While 65% of people learn visually, 5% kinesthetically, and 30% auditorily, the great majority of yoga instruction happens on the auditory leve.  A teacher projects their presence and voice into the room.  As such, what you say, and how you say is critical and it happens on a variety of levels.

Perhaps you have experienced a class where the teacher gracefully cued you into a pose, offered whimsical metaphors, challenged you, and helped you to feel ‘whole’.  Chances are pretty good that did not happen by accident, there is a method to how they use yoga teaching language.

There is a method to how they use yoga teaching language.

In this series we will look at three principles of yoga teaching language.  For today we will look at Directive Language.

Number One: Directive Language 

Directive language makes up roughly 80% of posture instruction.
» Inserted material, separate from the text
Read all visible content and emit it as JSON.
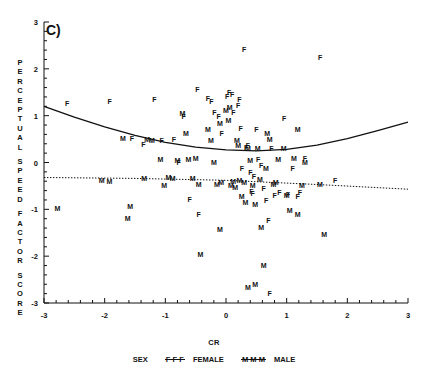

It is the most base-line aspect of teaching.  The goal of directive language is to provide clear instruction – the teacher is clear in their intent and the student is clear on what to do.

Contrary to directive instruction, is ambiguous speech which consists of filler words such as “umm”, “like”, “sort of”, “kind of”, “now we’re gunna”, or excessive use of gerrings.  

Gerrings are words that end in “ing” and are to be avoided.  It is the difference between “Lifting” and “Lift”;  “Stepping forward” and “Step forward”;  “Opening your top chest” and “Open your top chest”.  Can you hear the distinction?  One is more passive and the other more declarative, which is important if you want to guide a group of people.

Another enemy of Directive Language is to state the overly obvious and or vapid.  Cues such as “feel the stretch” in a forward fold or “feel your back” in cobra pose detract more than they add. After holding warrior three for 45 seconds, why remind people that “this is a hard pose”?

“What does not add subtracts”
– Aristotle

In addition to making instructions clear, directive language moves the class forward.  Every word serves a purpose towards a specific end. The end goal could be a particular posture, a final meditative practice, or to learn a key physical action.

Economize words and learn to cue with brevity.

Directive language is quantitative  You can count, measure or specifically apply the instruction.